The rest of the disc, I cannot get too excited about.

Allen Brings’ title might remind you of Monteverdi’s delightful ‘Scherzi musicale’. Well this boisterous piece is in the tradition of an orchestral scherzo; certainly a difficult form. The mood of this piece is too serious and heavy-handed. Brings has a very impressive CV as composer, author, academic and performer but this work does not make me particularly want to search him out again.

Sonja Grossner has just completed a Ph.D. in composition at Birmingham University after working in other musical areas. I was at first put off by the title - so many pieces explore the theme of a journey from darkness to light. The opening, with timpani, bells, a harp glissando and swirling string lines, is certainly effective. Where it falls short is its failure to convey a sense of darkness. In its place we gain a sense of uncoordinated striving. There is some impressive writing for the orchestra, especially in the faster second section, but the music lacks focus and direction.

Placing Betty Beath’s very brief ‘Woman’s Song’ in the middle of the CD makes even less sense when you realize that it "was conceived as a companion piece to my Lament for Kosovo", recorded on VMM 3052. It would surely have been preferable, especially as this CD has enough space left on it, to have put the two together.

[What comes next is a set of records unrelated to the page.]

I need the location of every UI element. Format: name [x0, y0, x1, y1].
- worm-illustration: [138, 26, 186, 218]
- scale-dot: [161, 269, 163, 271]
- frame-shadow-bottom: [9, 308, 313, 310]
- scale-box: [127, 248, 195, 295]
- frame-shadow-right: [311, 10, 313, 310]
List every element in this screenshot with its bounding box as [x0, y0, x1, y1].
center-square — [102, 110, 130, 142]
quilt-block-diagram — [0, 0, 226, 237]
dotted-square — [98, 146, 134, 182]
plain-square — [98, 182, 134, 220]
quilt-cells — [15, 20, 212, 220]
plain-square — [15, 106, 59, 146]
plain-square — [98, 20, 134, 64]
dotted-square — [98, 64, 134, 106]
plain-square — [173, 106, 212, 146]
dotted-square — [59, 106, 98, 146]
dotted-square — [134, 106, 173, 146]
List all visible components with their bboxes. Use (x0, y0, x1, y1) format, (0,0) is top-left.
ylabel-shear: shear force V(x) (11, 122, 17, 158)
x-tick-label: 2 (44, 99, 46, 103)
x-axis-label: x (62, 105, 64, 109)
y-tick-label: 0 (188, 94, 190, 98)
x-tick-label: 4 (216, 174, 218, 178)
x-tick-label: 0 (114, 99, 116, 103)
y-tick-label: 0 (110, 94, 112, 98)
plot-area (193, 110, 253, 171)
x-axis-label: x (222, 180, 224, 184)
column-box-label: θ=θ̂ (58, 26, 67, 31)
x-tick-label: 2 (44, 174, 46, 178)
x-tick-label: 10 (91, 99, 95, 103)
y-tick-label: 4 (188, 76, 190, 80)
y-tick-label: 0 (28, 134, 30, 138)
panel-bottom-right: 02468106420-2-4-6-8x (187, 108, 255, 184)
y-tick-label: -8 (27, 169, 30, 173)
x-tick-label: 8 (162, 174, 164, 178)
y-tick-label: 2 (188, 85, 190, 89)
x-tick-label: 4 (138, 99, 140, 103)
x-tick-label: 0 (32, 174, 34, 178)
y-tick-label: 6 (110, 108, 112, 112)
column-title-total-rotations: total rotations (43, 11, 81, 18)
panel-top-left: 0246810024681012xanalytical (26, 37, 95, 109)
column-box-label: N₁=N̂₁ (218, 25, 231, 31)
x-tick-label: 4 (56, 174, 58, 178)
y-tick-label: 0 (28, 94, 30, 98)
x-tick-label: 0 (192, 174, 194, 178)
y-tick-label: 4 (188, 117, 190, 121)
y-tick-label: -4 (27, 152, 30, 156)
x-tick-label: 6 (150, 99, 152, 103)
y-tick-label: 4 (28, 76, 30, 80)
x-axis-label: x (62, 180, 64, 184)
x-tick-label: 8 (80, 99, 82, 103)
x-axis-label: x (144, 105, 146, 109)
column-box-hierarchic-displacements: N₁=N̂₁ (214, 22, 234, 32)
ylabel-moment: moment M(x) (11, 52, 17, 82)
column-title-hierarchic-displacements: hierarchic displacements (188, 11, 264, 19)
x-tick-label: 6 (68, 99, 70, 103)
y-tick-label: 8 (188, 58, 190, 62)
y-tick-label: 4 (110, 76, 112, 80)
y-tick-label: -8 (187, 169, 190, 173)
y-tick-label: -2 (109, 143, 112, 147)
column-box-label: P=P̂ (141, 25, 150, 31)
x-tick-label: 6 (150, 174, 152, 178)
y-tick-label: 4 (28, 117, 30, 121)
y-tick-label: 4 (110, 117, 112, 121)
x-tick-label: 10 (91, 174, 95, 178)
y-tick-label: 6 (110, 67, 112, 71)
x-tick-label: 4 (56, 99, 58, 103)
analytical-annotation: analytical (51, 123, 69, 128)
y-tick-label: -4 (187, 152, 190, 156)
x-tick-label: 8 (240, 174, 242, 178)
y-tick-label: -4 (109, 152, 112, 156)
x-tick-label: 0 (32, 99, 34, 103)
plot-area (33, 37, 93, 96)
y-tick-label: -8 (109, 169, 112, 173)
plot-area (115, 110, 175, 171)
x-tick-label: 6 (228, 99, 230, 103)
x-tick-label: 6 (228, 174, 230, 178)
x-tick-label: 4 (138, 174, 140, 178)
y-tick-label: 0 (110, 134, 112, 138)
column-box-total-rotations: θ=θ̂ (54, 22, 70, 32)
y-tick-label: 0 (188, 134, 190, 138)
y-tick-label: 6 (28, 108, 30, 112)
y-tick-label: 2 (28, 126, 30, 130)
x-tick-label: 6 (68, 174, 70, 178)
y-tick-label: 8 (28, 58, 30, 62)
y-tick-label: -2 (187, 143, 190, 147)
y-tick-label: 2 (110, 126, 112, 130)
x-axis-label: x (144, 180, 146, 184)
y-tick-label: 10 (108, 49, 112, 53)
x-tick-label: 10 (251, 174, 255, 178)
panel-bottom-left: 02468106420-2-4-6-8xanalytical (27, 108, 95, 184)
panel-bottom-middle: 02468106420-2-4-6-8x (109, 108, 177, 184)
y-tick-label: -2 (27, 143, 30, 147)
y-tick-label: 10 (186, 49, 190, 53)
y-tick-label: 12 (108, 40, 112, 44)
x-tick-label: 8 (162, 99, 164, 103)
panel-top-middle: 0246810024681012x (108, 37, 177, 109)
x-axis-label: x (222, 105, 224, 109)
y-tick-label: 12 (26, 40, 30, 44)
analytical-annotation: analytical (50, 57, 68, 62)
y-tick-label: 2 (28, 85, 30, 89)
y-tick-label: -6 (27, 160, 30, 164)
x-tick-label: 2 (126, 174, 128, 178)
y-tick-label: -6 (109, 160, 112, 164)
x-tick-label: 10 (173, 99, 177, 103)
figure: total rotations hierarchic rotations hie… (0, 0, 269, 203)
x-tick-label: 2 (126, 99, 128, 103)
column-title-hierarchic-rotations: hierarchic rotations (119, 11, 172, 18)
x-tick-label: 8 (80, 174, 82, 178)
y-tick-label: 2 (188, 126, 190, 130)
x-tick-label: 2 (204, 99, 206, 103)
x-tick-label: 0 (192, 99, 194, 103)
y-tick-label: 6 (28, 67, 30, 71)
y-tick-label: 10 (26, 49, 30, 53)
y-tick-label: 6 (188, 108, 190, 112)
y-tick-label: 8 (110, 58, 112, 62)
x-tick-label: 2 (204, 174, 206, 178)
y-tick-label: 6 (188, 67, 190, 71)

It is a tuneful and wistful little piece, but too short, at two and a half minutes, to stand-alone.

As for Tsippi Fleischer’s (born in Haifa) Fourth Symphony, it is deliberately in an oriental style. It incorporates, alongside a full size orchestra, some Jewish instruments. These play a major part throughout. This is not a new idea but it is certainly a difficult one to bring off. The opening melody winds it way around the strings punctuated by the wind-blown sounds of the folk instruments including the Indian ‘bansuri’ and the Nigerian ‘udu’. The structure could be described as a fantasy in no conventional form. I suppose then I shouldn’t have been surprised by the last minute of the work when, for the only time, there is a new texture: a strong unison passage for the folk instruments, strings and percussion. This accelerates and suddenly ends just when a climax point seemed to be coming. One needs a different pair of ears for music like this. The nearest I had come to this before was ‘Hallel’ by another Israeli composer Ben Zion (Music in Israel M11 CD 14) - well worth investigating. On repeated hearings Fleischer’s Symphony proved increasingly interesting and the twenty-three minutes of its duration did not drag.

So, once again a mixture of styles and compositional originality and expertise. The whole series on Vienna Modern Masters continues to be very enterprising and I hope that it develops, but perhaps with a little more care in the choice of repertoire.